Nonetheless, a few lines later he observes that "it is anachronistic to suppose that only genuine or willful ignorance stood between us and denouncing the inhumanities perpetrated on our side", and ht adds: "In the total war we were engaged in, one did not ask oneself whether there should be a limit to the sacrifices imposed on others any more than on ourselves." This reminds one not of Marx and Engels but of Martin Heidegger, who said in 1935 (and had published in 1953):
in the domain of the essential, half-measures are always more fatal than the Nothing that is so terribly feared.... [W]hat is peddled about nowadays as the philosophy of National Socialism... has not the least to do with the inner truth and greatness of this movement. (2)
Of course, the siren of "total war" has been the time-honored excuse that each and every modern dictatorship has offered for its repressive policies, and the Soviet one for its campaigns of terror in the 1930s here rather unoriginally embraced by Hobsbawm.
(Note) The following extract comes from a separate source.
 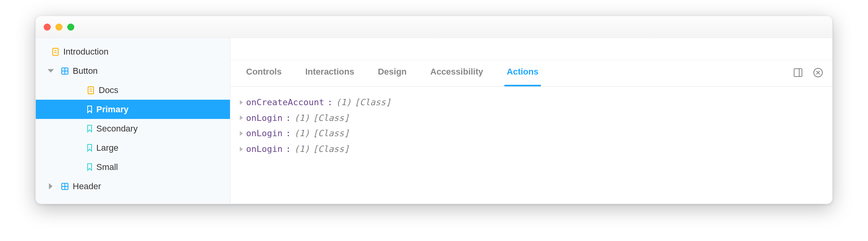 I want to click on tab-label: Interactions, so click(x=329, y=71).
Stalin's favorite phrase here rises to the mind: "When the forest is cut down, splinters fly."
The abstract quality of Hobsbawm's youthful affections for the Soviet Union is also revealed in his negative reactions to his limited exposure to Soviet realities during the visit he paid in 1954-55, of which he returned "depressed and without any desire to go there again." But even the partially chastened, mature Hobsbawm has retained blind spots of impressive proportions which, for example, enable him to believe that East Germany (he insists on calling it the "German Democratic Republic")
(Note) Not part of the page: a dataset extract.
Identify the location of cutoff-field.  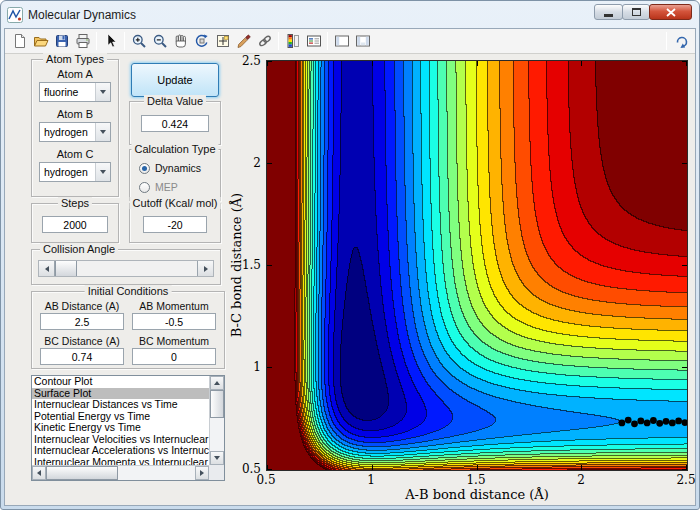
(175, 224).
was not a bad society: work and careers for all, universal education... social security and pensions, holidays in a firmly structured community of good people doing a honest day's work... open-air leisure and sports, no class distinctions.
His worldview still requires, too, a perception of the Soviet Union as having been relatively weak and lacking in the "global ambitions and aggressiveness of the USA."
These remarks highlight the degree to which Hobsbawm's alignments and beliefs were predicated on the appeal of good intentions, potentialities and a future superior to the present. It was the attribution of these great hopes to the USSR that prevented him from a proper appreciation of its "severe defects" and that enabled him to give them little weight in his moral-political accounting. Neither knowledge nor a certain amount of self-reflection has prevented him from effortlessly subordinating intellect to emotion--a condition far from unknown among politically committed intellectuals. Recalling his teenage years in Germany, he writes:
The months in Berlin made me a lifelong communist, or at least a man whose life would lose its nature and its significance without the political project to which he committed himself as a schoolboy, even though that project has demonstrably failed, and, as I now know, was bound to fail. The dream of the October Revolution is still there somewhere inside me. ... To this day I notice myself treating the memory and tradition of the USSR with an indulgence and tenderness.